"Dehumanized! Certainly it's dehumanized! There's none," I said emphatically, "of that so-called 'human element' about it! Why, the whole point is to eliminate human error, human prejudice, human partiality, human ignorance!"
Sara sat up suddenly, driving her rump right into the pit of my stomach. "Oh," she said, "I almost completely forgot. What do you want for Christmas?"
Torn between pain and exasperation, I believe I kept myself in check admirably. From clenched teeth I informed her I was intelligent enough not to exchange unwanted gifts of equal value, moral enough to abhor Crimmus. All I could ever want, I said, was not to be bludgeoned in the belly with a butt.
I asked her to please get up, and she did, cheerfully.
III
Driving down to Nork the next morning, I dropped off the feeder tramway onto the fast belt south. Hanging from the feeder hook, waiting for an open space in the line of cars, it occurred to me a lot of people were on the road, both Nork-bound and northbound to Montral.

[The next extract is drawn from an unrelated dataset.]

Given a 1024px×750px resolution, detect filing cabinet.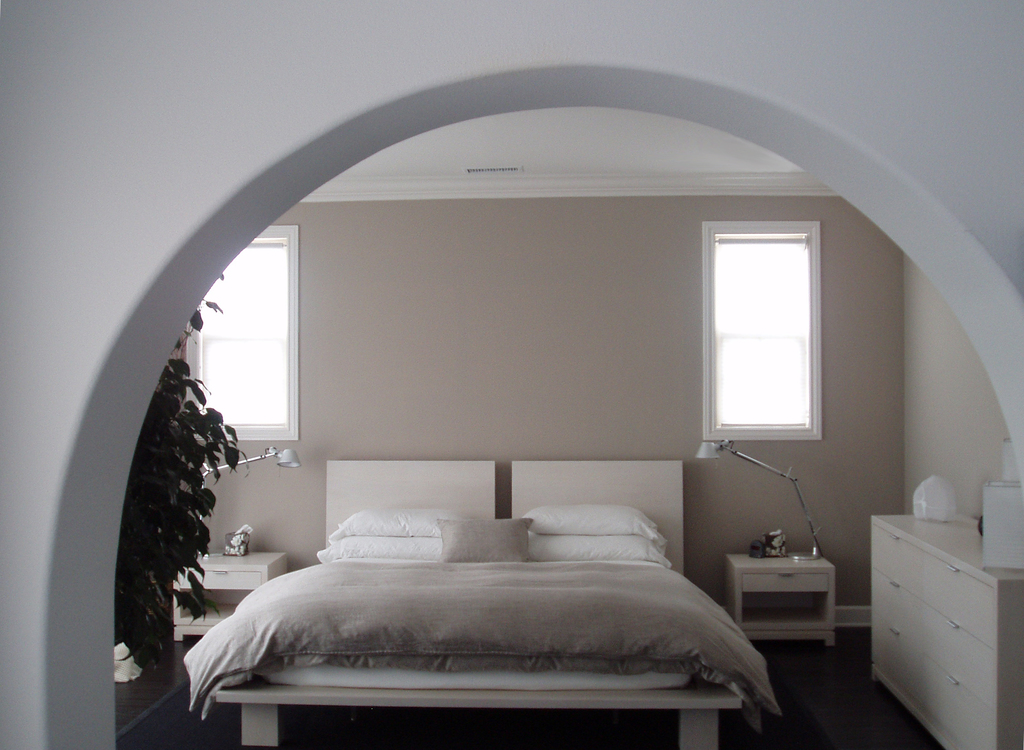
(left=861, top=521, right=1015, bottom=729).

"Crimmus shopping," I said aloud, remembering, and swore mildly at the slip. While the day—tomorrow, it was—still meant something to some, it's not the kind of rational deformity you generally talk about.
Sara would, of course.
But I long ago faced the fact that Sara's a romantic. As neuroses go, that's a mild one, and didn't even call automatically for correction. All that it meant was that she was restricted to the C Population Zones that she wouldn't leave anyway, and a little outside special tutoring in the Realities for our children.